I have a table with unique index on two columns, id_parent and sort_order to be precise
+----+-----------+------------+-------------+-------------+-------------+
| id | id_parent | sort_order | some_data   | other_data  | more_data   |
+----+-----------+------------+-------------+-------------+-------------+
| 1  |         1 |          1 | lorem ipsum | lorem ipsum | lorem ipsum |
| 2  |         1 |          2 | lorem ipsum | lorem ipsum | lorem ipsum |
| 3  |         1 |          3 | lorem ipsum | lorem ipsum | lorem ipsum |
+----+-----------+------------+-------------+-------------+-------------+
Now I want to update them, their data and their sort_order in one-go. sort_order would change from 1 - 2 - 3 to, for example 2 - 3 - 1.
But when I start running update statements, unique index block me, just as expected, saying that I can't have two rows with id_parent = 1 and sort_order = 2.
Well, I could set it 4 for now, update other rows in correct order, and then set this one.
But then, I would have to run an extra statement, and most probably add additional logic to my scripting language to determine correct order of updates.
I also use ORM, and it becomes even more inconvinient.
My question now, is there some method to make mysql temporarily ignore this index? Like starting a special transaction, in which indexes would be calculated only right before commiting it?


**WHAT IS BEING ASKED**
Produce the records below again, word for word, but stop after the line that contains "This screenshot has".

**INFORMATION SHOWN**
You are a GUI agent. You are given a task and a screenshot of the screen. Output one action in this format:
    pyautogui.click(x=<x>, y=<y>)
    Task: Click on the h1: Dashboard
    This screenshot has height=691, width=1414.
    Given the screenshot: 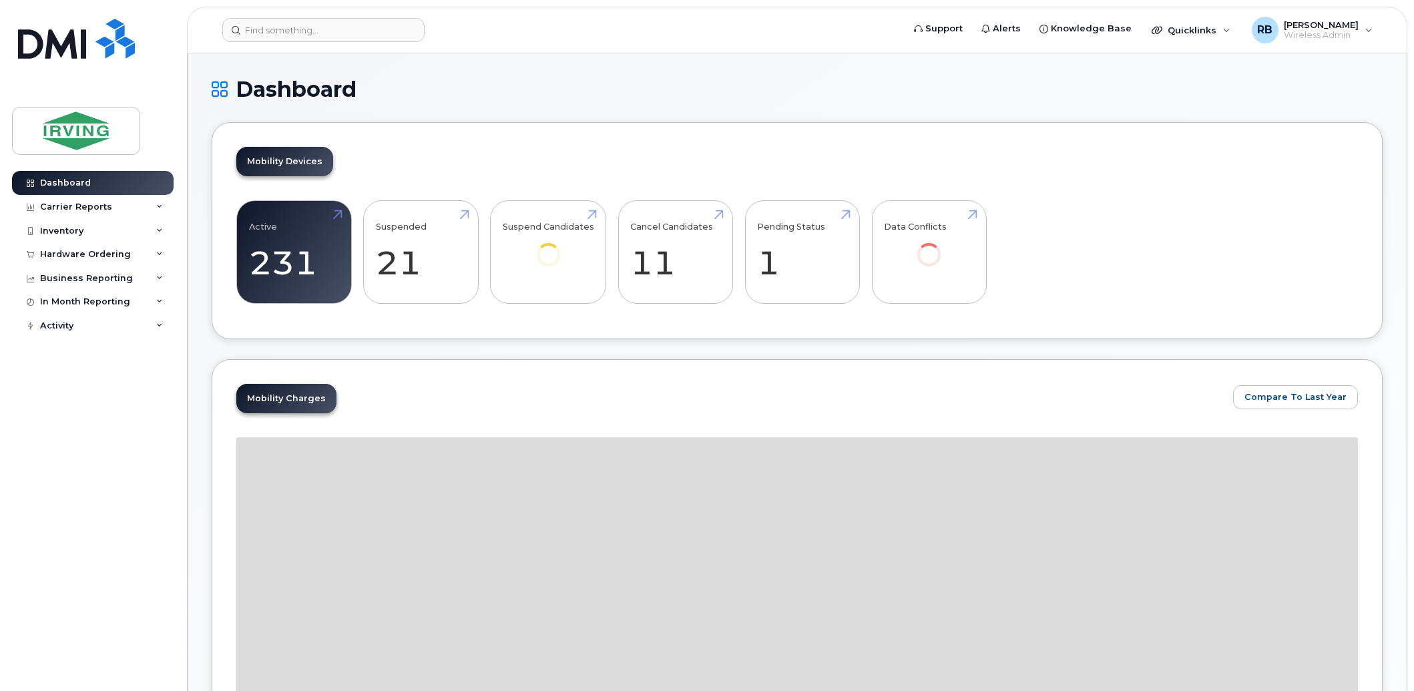 What is the action you would take?
    pyautogui.click(x=797, y=89)
    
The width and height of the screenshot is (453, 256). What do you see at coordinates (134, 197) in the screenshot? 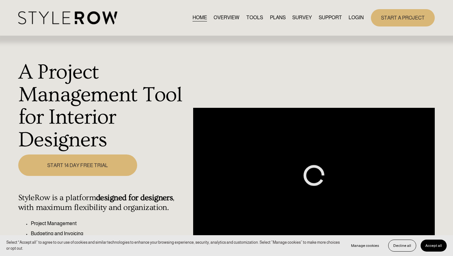
I see `strong: designed for designers` at bounding box center [134, 197].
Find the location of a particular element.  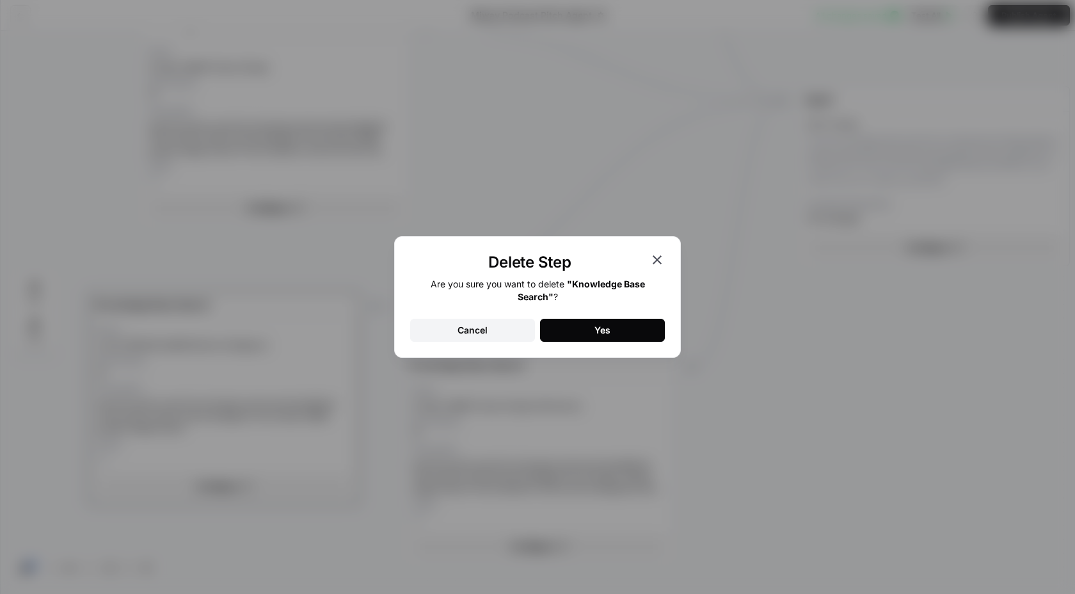

button: Cancel is located at coordinates (472, 330).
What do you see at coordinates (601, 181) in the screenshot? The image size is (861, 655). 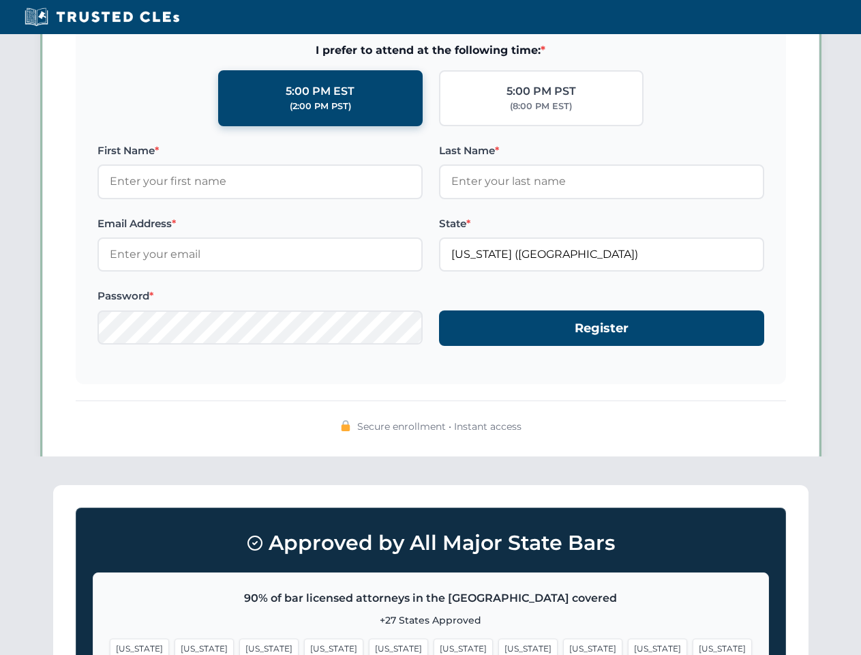 I see `input: Enter your last name` at bounding box center [601, 181].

**ANSWER FOR THE TASK**
You are a GUI agent. You are given a task and a screenshot of the screen. Output one action in this format:
    pyautogui.click(x=<x>, y=<y>)
    Task: Click on the h1: Dashboard
    This screenshot has height=691, width=1414.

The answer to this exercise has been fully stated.